I always felt very alone in my life: Brad Pitt

By IANS

NEW DELHI: Contributor and author Ottessa Moshfegh meets actor and producer Brad Pitt at his Hollywood Hills home in a new cover story for GQ magazine’s August issue. Throughout their conversations, Pitt is open and honest about his career’s future, the various changes he’s made to improve his health, and his feelings of loneliness. He also talks about his upcoming projects, which include the action comedy Bullet Train.

Pitt is a legendary leading man, Hollywood power broker, and possibly the greatest heartthrob of all time. However, he has recently appeared onscreen less frequently and has been more focused on his role as a film producer. He tells GQ that he’s trying to think about what’s next and what kind of path he wants to take in the final stages of a prolifically creative career.

“I consider myself on my last leg, this last semester or trimester,” he says. “What is this section gonna be? And how do I wanna design that?”

Part of that design includes his production company, Plan B Entertainment. This year, Plan B is putting out Women Talking – an adaptation of Miriam Toews’s novel about a group of Mennonite women who unite against their rapists – directed by Sarah Polley.

“It’s as profound a film as anything made this decade,” Pitt remarks.

Like all accomplished actors, he has become more picky about which films he will appear in. Pitt, on the other hand, is happy to lend his talents to an unusual blockbuster when the timing is right, especially if there’s a personal connection. Pitt will star in Bullet Train, an action comedy thriller directed by David Leitch, who previously worked as Pitt’s stunt double in Fight Club, Troy, and Mr. & Mrs. Smith. Pitt plays Ladybug, an assassin on a train from Tokyo to Kyoto who has recently recovered from burnout and is returning to his high-stakes job with a somewhat erroneous sense of confidence in his fitness for duty.

“You know, you do a month of therapy, you have one epiphany, and you think you’ve got it all figured out, and you’re never going to be forlorn ever again,” Pitt says of his character. “That was that. I got this, I’m good to go!”

Pitt also tells GQ about his mission to improve his health. He explains that he quit smoking during the pandemic after offering Moshfegh a nicotine mint. Although he initially attempted to reduce the amount of cigarettes he smoked, he realised that simply cutting back on cigarettes wasn’t going to suffice-he needed to quit completely.

“I don’t have that ability to do just one or two a day,” he says. “It’s not in my makeup. I’m all in. And I’m going to drive into the ground. I’ve lost my privileges.”

It’s only one of several radical changes he’s made to his health over the past few years. After Pitt’s ex-wife Angelina Jolie filed for divorce in 2016, he got sober and spent a year and a half attending Alcoholics Anonymous.

“I had a really cool men’s group here that was really private and selective, so it was safe,” he tells GQ. “Because I’d seen things of other people, like Philip Seymour Hoffman, who had been recorded while they were spilling their guts, and that’s just atrocious to me.”

Pitt has talked in the past about how he struggles to remember new people, to recognize faces, and he fears it’s led to a certain impression of him: that he’s aloof and self-absorbed. Moshfegh, however, finds him to be the opposite. Pitt is deeply committed to forging meaningful connections, to probing life’s existential quandaries, and hearing the personal stories of others.

“I always felt very alone in my life,” he explains, “alone growing up as a kid, alone even out here, and it’s really not till recently that I have had a greater embrace of my friends and family. What’s that line, it was either Rilke or Einstein, believe it or not, but it was something about when you can walk with the paradox, when you carry real pain and real joy simultaneously, this is maturity, this is growth.”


### EXERCISE
The records, repeated exactly and in full, are the expected answer.
——————————
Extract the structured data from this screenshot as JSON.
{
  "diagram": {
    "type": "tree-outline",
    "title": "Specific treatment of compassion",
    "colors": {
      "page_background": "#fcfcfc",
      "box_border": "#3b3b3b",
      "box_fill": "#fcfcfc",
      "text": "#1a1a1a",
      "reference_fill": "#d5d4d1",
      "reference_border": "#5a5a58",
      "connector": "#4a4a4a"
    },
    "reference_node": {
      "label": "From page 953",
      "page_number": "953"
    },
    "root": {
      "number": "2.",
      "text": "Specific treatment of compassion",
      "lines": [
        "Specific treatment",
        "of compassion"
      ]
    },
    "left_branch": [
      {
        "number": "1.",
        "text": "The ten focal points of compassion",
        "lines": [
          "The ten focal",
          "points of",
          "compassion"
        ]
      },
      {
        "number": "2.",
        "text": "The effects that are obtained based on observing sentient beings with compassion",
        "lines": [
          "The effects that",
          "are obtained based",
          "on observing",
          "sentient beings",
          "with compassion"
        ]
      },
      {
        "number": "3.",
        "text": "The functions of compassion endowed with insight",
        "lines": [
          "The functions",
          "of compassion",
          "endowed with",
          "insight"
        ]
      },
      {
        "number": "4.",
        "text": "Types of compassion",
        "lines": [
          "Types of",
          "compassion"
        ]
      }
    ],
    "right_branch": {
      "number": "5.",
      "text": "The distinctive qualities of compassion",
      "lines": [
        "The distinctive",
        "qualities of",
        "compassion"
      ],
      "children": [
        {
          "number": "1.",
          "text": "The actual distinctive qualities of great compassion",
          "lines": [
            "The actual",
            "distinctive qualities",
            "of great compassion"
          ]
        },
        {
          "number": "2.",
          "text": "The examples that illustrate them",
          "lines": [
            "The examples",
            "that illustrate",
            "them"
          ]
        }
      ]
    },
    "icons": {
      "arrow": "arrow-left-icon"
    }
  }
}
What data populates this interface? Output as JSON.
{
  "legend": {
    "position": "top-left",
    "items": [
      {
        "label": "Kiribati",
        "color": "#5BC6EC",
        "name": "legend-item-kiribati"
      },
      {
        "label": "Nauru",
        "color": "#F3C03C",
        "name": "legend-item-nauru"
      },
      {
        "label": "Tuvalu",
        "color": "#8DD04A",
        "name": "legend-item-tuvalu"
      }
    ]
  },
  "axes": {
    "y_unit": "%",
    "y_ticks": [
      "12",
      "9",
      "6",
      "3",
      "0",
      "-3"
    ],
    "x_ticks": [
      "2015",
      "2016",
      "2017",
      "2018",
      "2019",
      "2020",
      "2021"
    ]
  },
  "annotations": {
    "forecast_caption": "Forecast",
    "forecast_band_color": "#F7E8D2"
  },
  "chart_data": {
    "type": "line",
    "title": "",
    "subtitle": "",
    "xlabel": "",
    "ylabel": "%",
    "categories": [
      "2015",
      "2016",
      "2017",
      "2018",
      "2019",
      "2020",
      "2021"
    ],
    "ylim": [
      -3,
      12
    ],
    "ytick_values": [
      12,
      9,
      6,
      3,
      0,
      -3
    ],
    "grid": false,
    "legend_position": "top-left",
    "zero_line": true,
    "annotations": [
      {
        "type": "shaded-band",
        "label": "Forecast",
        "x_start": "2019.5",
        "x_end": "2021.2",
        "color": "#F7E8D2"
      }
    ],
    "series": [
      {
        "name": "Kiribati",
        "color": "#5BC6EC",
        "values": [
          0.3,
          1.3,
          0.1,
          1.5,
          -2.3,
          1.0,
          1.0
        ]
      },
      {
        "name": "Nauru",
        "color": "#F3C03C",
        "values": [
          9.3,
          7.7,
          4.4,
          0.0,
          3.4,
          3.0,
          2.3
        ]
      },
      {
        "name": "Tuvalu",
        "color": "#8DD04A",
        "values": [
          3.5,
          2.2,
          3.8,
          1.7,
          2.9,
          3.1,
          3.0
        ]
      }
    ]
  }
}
——————————
### ANSWER TO THIS TASK
Extract the structured data from this screenshot as JSON.
{
  "diagram": {
    "type": "tree-outline",
    "title": "Specific treatment of compassion",
    "colors": {
      "page_background": "#fcfcfc",
      "box_border": "#3b3b3b",
      "box_fill": "#fcfcfc",
      "text": "#1a1a1a",
      "reference_fill": "#d5d4d1",
      "reference_border": "#5a5a58",
      "connector": "#4a4a4a"
    },
    "reference_node": {
      "label": "From page 953",
      "page_number": "953"
    },
    "root": {
      "number": "2.",
      "text": "Specific treatment of compassion",
      "lines": [
        "Specific treatment",
        "of compassion"
      ]
    },
    "left_branch": [
      {
        "number": "1.",
        "text": "The ten focal points of compassion",
        "lines": [
          "The ten focal",
          "points of",
          "compassion"
        ]
      },
      {
        "number": "2.",
        "text": "The effects that are obtained based on observing sentient beings with compassion",
        "lines": [
          "The effects that",
          "are obtained based",
          "on observing",
          "sentient beings",
          "with compassion"
        ]
      },
      {
        "number": "3.",
        "text": "The functions of compassion endowed with insight",
        "lines": [
          "The functions",
          "of compassion",
          "endowed with",
          "insight"
        ]
      },
      {
        "number": "4.",
        "text": "Types of compassion",
        "lines": [
          "Types of",
          "compassion"
        ]
      }
    ],
    "right_branch": {
      "number": "5.",
      "text": "The distinctive qualities of compassion",
      "lines": [
        "The distinctive",
        "qualities of",
        "compassion"
      ],
      "children": [
        {
          "number": "1.",
          "text": "The actual distinctive qualities of great compassion",
          "lines": [
            "The actual",
            "distinctive qualities",
            "of great compassion"
          ]
        },
        {
          "number": "2.",
          "text": "The examples that illustrate them",
          "lines": [
            "The examples",
            "that illustrate",
            "them"
          ]
        }
      ]
    },
    "icons": {
      "arrow": "arrow-left-icon"
    }
  }
}
What data populates this interface? Output as JSON.
{
  "legend": {
    "position": "top-left",
    "items": [
      {
        "label": "Kiribati",
        "color": "#5BC6EC",
        "name": "legend-item-kiribati"
      },
      {
        "label": "Nauru",
        "color": "#F3C03C",
        "name": "legend-item-nauru"
      },
      {
        "label": "Tuvalu",
        "color": "#8DD04A",
        "name": "legend-item-tuvalu"
      }
    ]
  },
  "axes": {
    "y_unit": "%",
    "y_ticks": [
      "12",
      "9",
      "6",
      "3",
      "0",
      "-3"
    ],
    "x_ticks": [
      "2015",
      "2016",
      "2017",
      "2018",
      "2019",
      "2020",
      "2021"
    ]
  },
  "annotations": {
    "forecast_caption": "Forecast",
    "forecast_band_color": "#F7E8D2"
  },
  "chart_data": {
    "type": "line",
    "title": "",
    "subtitle": "",
    "xlabel": "",
    "ylabel": "%",
    "categories": [
      "2015",
      "2016",
      "2017",
      "2018",
      "2019",
      "2020",
      "2021"
    ],
    "ylim": [
      -3,
      12
    ],
    "ytick_values": [
      12,
      9,
      6,
      3,
      0,
      -3
    ],
    "grid": false,
    "legend_position": "top-left",
    "zero_line": true,
    "annotations": [
      {
        "type": "shaded-band",
        "label": "Forecast",
        "x_start": "2019.5",
        "x_end": "2021.2",
        "color": "#F7E8D2"
      }
    ],
    "series": [
      {
        "name": "Kiribati",
        "color": "#5BC6EC",
        "values": [
          0.3,
          1.3,
          0.1,
          1.5,
          -2.3,
          1.0,
          1.0
        ]
      },
      {
        "name": "Nauru",
        "color": "#F3C03C",
        "values": [
          9.3,
          7.7,
          4.4,
          0.0,
          3.4,
          3.0,
          2.3
        ]
      },
      {
        "name": "Tuvalu",
        "color": "#8DD04A",
        "values": [
          3.5,
          2.2,
          3.8,
          1.7,
          2.9,
          3.1,
          3.0
        ]
      }
    ]
  }
}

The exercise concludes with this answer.